What about the movie “eXistenZ”?

A kind of Virtual reality LARP movie

Yeah, that fits in. Oh dear - I think Tron might be a borderline case, too.

[quote=“theamazingcatherine”]
I thought it would be interesting to sorta go the other way, and see how many times roleplaying was an integral part of a book, or at least got a significant mention.[/quote]

In E.T. (the book espescially) the group of young guys get together to play a thinly veiled version of D&D quite avidly.

Well i think of it being defined as the “acticvity of playing another persona removed from your self in a simulated enviroment”

So wouldn’t count…

Tron (he was still himself)
Running man (it was not simulated)

Its why i didn’t inclued one of my all time fav movies:

The Game (as he’s not playing another persona)

Yeah thats also in the movie…

OH Plus I’m assuming were going with just mainstream media…because other wise:

The Gamers (A Great movie about a group of pen and paper gamers and the adventures of their characters as told natarted by the players)
Fear of Girls (A mockunetary about roleplayers and relationships)
Almost there and back again (A mockumentary about LARPers traveling the length of NZ in full LOTR costume)
Knights of the Round Dinner Table (A comic about a group of roleplayers)
DorkTower (A comic about roleplaying)
Nodwink (Another comic about roleplaying)
Zogonia (Same)

And the Doctor Demento radio skit that “takes you inside the dark hobby of Roleplaying”

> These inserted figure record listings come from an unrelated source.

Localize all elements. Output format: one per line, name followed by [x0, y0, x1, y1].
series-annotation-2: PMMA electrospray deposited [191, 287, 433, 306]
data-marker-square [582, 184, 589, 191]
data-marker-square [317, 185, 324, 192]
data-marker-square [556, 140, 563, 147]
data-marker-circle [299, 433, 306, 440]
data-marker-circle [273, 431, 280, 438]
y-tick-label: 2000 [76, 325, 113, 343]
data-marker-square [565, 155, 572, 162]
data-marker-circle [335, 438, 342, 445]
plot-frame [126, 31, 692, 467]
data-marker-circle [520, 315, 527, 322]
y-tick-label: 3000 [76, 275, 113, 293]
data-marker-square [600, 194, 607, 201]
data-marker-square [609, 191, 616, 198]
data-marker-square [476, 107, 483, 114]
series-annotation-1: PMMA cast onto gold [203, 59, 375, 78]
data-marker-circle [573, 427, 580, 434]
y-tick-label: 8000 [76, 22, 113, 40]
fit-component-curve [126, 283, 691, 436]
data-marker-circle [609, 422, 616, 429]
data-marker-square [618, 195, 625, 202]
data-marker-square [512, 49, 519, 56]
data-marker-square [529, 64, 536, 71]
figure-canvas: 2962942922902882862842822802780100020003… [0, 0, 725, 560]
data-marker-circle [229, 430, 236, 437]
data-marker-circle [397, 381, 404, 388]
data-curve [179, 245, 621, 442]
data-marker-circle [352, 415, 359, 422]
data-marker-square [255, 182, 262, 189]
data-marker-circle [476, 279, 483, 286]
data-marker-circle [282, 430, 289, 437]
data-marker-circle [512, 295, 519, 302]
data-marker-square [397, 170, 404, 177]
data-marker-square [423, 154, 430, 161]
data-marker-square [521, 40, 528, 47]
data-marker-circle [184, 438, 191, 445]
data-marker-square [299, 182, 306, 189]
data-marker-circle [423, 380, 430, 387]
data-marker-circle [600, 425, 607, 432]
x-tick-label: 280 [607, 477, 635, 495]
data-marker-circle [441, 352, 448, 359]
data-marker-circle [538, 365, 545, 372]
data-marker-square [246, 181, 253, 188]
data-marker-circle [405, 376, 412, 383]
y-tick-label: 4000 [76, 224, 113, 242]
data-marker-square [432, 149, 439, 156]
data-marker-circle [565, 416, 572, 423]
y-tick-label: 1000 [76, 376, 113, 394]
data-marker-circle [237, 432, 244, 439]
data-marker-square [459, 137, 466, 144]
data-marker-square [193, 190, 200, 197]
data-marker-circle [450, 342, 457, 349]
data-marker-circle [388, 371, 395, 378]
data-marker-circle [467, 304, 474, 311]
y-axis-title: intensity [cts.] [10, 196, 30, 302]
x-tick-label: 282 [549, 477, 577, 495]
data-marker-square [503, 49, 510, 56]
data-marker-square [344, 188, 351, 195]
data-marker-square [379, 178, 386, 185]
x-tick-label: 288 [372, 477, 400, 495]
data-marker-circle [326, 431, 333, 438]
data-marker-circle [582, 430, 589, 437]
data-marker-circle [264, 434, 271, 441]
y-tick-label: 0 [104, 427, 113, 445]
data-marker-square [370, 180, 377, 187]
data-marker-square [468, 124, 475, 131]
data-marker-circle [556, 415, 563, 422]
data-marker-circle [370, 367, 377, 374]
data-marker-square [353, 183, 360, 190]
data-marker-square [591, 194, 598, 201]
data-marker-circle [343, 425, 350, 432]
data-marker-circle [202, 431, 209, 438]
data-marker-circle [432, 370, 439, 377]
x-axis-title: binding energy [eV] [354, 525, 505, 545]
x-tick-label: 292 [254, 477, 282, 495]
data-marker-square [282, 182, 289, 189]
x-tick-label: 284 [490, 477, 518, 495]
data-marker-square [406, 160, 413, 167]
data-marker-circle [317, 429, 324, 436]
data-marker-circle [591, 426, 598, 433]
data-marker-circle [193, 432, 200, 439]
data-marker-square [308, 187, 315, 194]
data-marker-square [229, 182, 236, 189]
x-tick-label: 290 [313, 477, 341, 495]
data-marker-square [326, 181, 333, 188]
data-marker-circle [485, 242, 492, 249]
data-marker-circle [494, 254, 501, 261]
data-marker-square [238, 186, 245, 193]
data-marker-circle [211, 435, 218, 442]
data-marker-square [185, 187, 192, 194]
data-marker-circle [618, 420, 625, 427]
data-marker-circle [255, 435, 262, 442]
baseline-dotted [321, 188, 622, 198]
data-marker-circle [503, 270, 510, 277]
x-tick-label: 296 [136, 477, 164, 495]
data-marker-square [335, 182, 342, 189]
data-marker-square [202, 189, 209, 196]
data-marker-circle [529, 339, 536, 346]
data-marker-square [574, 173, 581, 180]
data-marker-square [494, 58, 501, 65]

Dork Tower and Knights of the Round Dinner Table yes. Not Nodwick or Zogonia - they’re inside the game, not outside.

Oh my! I just remembered one of G K Chesterton’s Club of Unusual Trades stories. A Major Something-or-Other accidentally blunders into some bizarre happenings, the which are eventually explained as a package adventure for something else. He ends up marrying the main actress, and I remember one of the last lines - on being asked by her actor friends why she married a stodgy military man, she said that she’d met many dashing and handsome young people, but only one who would venture into a cellar when he really thought there was a murderer down there.

On the same level as The Game movie, I suppose, but still worth a mention.

I think you can play a fictional version of yourself in a larp.

A dark horse entry: The Edge by Dick Francis (the guy who writes detective stories about racing.) It’s set on a train journey in Canada where the organisers included a ‘Murder Mystery’ for the entertainment of the passengers, and the detective gets chummy with the actors involved.